When Babe Ruth Called His Shot Against the Chicago Cubs
“Only a damn fool would have done a thing like that.”
It was a legendary moment in a legendary career.
In the fifth inning of the third game of the 1932 World Series against the Chicago Cubs, the score was tied 4–4; the Yankees were up two games to none. The Chicago bench was riding Ruth hard, and the fans had joined in. Two had thrown lemons at him, and a whole bunch had laughed a little too hard when a fly ball skipped past him for two bases. Ruth tipped his hat after the miscue. But the fans had also been rude to his wife, Claire, and the insults might have been getting to him. At age 37, Ruth could still turn anger into pulverizing action. During the regular season, he had hit 41 home runs, batted in 133, and hit .341.
Another lemon rolled to his feet, as Ruth clutched his bat near the knob, his feet close together. He took strike one from pitcher Charlie Root, then waved his hand in the general direction of center field. He watched two balls go by. After a called strike two, he repeated the gesture. Root threw his fifth pitch, a curveball that didn’t curve—and Babe clouted it well beyond the center field fence for his 15th (and last) World Series home run. He dropped the bat shown opposite, and as he trotted past first base, made rude gestures toward the Cubs bench and some kind of pushing motion as he approached third. The Cubs dugout had gone silent.
The next day, the legend began. While many accounts of the game noted the byplay between Root and Ruth, the most widely circulated write-up stated that the Babe had pointed to center “so as to call his shot.” It didn’t take long for the tale to become an accepted truth.
Root, of course, said it never happened. If the Babe had been doing any such thing, the pitcher said, the slugger would “have ended up on his ass.” Eyewitness testimony was divided. The video evidence is ambiguous.
Ruth himself did not clarify matters. In his 1948 autobiography, he said he hit the ball “in exactly the spot I had pointed to.” But in 1933, he was equally definitive: “Hell no,” he told a reporter who asked if he had called the shot. “Only a damn fool would have done a thing like that.” In other instances, the Babe was uncharacteristically coy, neither confirming nor denying his intent.
In a sense, it hardly matters. In a sport that treasures its myths, this one was too good to cross examine. Perhaps the best summation came from Tom Meany, an early biographer: “Whatever the intent of the gesture, the result was, as they say in Hollywood, slightly colossal.” Not that Ruth needed the publicity. Widely regarded as the greatest baseball player ever, he fundamentally changed the game. Consider: in 1920, his first season with the Yankees, Ruth hit 54 home runs—or more than all but one team. And on May 25, 1935, the day he hit his 714th and last home run, he was hundreds in front of his nearest rivals, Lou Gehrig (378) and Rogers Hornsby (302).
Recognizing the power of power to put runs on the board and fill seats, management and players began to go for the home run in a way that had never happened before. No other player has had that transformative an influence. Ruth still ranks first in slugging percentage and on-base plus slugging percentage; he also has more home run titles (12) and RBI titles (6) than anyone else. Nor has any other player been as versatile. Ruth was a pitcher before he was a slugger, posting a league-best 1.75 earned run (ERA) in 1916. He compiled a career record of 94–46, with a 2.28 ERA. If he hadn’t made the Hall of Fame as a slugger, he might well have got there as a pitcher. That can be said of no other player.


Task to complete
Your answer must be the full set of records, repeated exactly.
Listed entries Start Marker
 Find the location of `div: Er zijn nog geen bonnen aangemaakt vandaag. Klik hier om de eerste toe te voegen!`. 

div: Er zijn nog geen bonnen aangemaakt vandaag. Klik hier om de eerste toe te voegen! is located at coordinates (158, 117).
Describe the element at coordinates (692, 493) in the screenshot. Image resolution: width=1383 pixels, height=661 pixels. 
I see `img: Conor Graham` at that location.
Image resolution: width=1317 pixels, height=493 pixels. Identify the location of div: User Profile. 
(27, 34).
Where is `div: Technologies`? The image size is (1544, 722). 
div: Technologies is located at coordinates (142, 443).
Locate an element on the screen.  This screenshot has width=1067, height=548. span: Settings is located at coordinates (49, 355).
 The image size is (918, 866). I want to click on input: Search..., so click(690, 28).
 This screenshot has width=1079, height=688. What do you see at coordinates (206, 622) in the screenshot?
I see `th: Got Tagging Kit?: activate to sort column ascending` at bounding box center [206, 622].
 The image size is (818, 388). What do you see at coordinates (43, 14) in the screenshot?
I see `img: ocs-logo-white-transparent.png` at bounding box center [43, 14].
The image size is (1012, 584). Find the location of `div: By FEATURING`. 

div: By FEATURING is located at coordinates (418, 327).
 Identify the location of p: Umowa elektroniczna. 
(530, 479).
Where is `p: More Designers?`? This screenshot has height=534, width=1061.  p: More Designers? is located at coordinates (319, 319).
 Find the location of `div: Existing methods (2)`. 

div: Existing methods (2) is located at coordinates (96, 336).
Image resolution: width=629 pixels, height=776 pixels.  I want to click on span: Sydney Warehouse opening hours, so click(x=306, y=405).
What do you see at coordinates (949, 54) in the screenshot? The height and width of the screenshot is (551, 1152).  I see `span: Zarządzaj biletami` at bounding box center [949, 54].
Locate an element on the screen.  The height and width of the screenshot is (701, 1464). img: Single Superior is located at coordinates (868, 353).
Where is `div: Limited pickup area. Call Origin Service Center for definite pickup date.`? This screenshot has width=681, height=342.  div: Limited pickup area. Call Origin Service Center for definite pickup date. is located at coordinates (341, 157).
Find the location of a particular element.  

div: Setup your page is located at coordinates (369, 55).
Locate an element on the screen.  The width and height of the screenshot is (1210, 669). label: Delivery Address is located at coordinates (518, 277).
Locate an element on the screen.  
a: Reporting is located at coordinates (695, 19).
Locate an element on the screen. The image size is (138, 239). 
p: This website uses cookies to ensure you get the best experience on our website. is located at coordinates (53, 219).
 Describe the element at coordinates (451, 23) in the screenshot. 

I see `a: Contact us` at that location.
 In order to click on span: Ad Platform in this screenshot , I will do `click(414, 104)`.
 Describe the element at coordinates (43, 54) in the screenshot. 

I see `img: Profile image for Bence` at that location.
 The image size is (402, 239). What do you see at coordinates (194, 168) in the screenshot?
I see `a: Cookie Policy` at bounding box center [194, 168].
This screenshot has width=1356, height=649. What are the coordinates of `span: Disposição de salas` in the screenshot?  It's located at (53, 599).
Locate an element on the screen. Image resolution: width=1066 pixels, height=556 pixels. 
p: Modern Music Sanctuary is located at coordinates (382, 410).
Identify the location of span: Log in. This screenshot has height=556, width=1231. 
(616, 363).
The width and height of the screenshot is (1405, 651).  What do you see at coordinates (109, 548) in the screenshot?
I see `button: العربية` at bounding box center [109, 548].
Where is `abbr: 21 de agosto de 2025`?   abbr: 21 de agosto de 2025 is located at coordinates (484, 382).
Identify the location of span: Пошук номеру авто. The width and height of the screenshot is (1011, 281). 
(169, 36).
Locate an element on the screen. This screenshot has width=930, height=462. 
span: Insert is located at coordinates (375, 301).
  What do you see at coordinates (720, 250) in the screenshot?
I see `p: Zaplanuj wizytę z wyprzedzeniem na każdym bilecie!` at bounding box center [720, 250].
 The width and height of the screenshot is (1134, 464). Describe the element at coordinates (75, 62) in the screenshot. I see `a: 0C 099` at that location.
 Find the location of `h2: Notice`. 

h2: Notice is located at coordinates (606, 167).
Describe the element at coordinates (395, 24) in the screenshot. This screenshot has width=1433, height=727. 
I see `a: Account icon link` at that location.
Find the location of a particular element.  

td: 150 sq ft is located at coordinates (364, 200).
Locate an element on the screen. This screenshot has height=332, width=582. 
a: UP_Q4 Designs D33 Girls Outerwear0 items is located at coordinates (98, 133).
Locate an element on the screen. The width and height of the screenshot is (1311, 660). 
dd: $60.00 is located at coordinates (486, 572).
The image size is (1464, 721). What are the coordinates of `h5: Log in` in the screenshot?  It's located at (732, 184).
Listed entries End Marker
Task result
 Find the location of `div: Er zijn nog geen bonnen aangemaakt vandaag. Klik hier om de eerste toe te voegen!`. 

div: Er zijn nog geen bonnen aangemaakt vandaag. Klik hier om de eerste toe te voegen! is located at coordinates (158, 117).
Describe the element at coordinates (692, 493) in the screenshot. Image resolution: width=1383 pixels, height=661 pixels. 
I see `img: Conor Graham` at that location.
Image resolution: width=1317 pixels, height=493 pixels. Identify the location of div: User Profile. 
(27, 34).
Where is `div: Technologies`? The image size is (1544, 722). 
div: Technologies is located at coordinates (142, 443).
Locate an element on the screen.  This screenshot has width=1067, height=548. span: Settings is located at coordinates (49, 355).
 The image size is (918, 866). I want to click on input: Search..., so click(690, 28).
 This screenshot has width=1079, height=688. What do you see at coordinates (206, 622) in the screenshot?
I see `th: Got Tagging Kit?: activate to sort column ascending` at bounding box center [206, 622].
 The image size is (818, 388). What do you see at coordinates (43, 14) in the screenshot?
I see `img: ocs-logo-white-transparent.png` at bounding box center [43, 14].
The image size is (1012, 584). Find the location of `div: By FEATURING`. 

div: By FEATURING is located at coordinates (418, 327).
 Identify the location of p: Umowa elektroniczna. 
(530, 479).
Where is `p: More Designers?`? This screenshot has height=534, width=1061.  p: More Designers? is located at coordinates (319, 319).
 Find the location of `div: Existing methods (2)`. 

div: Existing methods (2) is located at coordinates (96, 336).
Image resolution: width=629 pixels, height=776 pixels.  I want to click on span: Sydney Warehouse opening hours, so click(x=306, y=405).
What do you see at coordinates (949, 54) in the screenshot? The height and width of the screenshot is (551, 1152).  I see `span: Zarządzaj biletami` at bounding box center [949, 54].
Locate an element on the screen.  The height and width of the screenshot is (701, 1464). img: Single Superior is located at coordinates (868, 353).
Where is `div: Limited pickup area. Call Origin Service Center for definite pickup date.`? This screenshot has width=681, height=342.  div: Limited pickup area. Call Origin Service Center for definite pickup date. is located at coordinates (341, 157).
Find the location of a particular element.  

div: Setup your page is located at coordinates (369, 55).
Locate an element on the screen.  The width and height of the screenshot is (1210, 669). label: Delivery Address is located at coordinates (518, 277).
Locate an element on the screen.  
a: Reporting is located at coordinates (695, 19).
Locate an element on the screen. The image size is (138, 239). 
p: This website uses cookies to ensure you get the best experience on our website. is located at coordinates (53, 219).
 Describe the element at coordinates (451, 23) in the screenshot. 

I see `a: Contact us` at that location.
 In order to click on span: Ad Platform in this screenshot , I will do `click(414, 104)`.
 Describe the element at coordinates (43, 54) in the screenshot. 

I see `img: Profile image for Bence` at that location.
 The image size is (402, 239). What do you see at coordinates (194, 168) in the screenshot?
I see `a: Cookie Policy` at bounding box center [194, 168].
This screenshot has width=1356, height=649. What are the coordinates of `span: Disposição de salas` in the screenshot?  It's located at (53, 599).
Locate an element on the screen. Image resolution: width=1066 pixels, height=556 pixels. 
p: Modern Music Sanctuary is located at coordinates (382, 410).
Identify the location of span: Log in. This screenshot has height=556, width=1231. 
(616, 363).
The width and height of the screenshot is (1405, 651).  What do you see at coordinates (109, 548) in the screenshot?
I see `button: العربية` at bounding box center [109, 548].
Where is `abbr: 21 de agosto de 2025`?   abbr: 21 de agosto de 2025 is located at coordinates (484, 382).
Identify the location of span: Пошук номеру авто. The width and height of the screenshot is (1011, 281). 
(169, 36).
Locate an element on the screen. This screenshot has width=930, height=462. 
span: Insert is located at coordinates (375, 301).
  What do you see at coordinates (720, 250) in the screenshot?
I see `p: Zaplanuj wizytę z wyprzedzeniem na każdym bilecie!` at bounding box center [720, 250].
 The width and height of the screenshot is (1134, 464). Describe the element at coordinates (75, 62) in the screenshot. I see `a: 0C 099` at that location.
 Find the location of `h2: Notice`. 

h2: Notice is located at coordinates (606, 167).
Describe the element at coordinates (395, 24) in the screenshot. This screenshot has width=1433, height=727. 
I see `a: Account icon link` at that location.
Find the location of a particular element.  

td: 150 sq ft is located at coordinates (364, 200).
Locate an element on the screen. This screenshot has height=332, width=582. 
a: UP_Q4 Designs D33 Girls Outerwear0 items is located at coordinates (98, 133).
Locate an element on the screen. The width and height of the screenshot is (1311, 660). 
dd: $60.00 is located at coordinates (486, 572).
The image size is (1464, 721). What are the coordinates of `h5: Log in` in the screenshot?  It's located at (732, 184).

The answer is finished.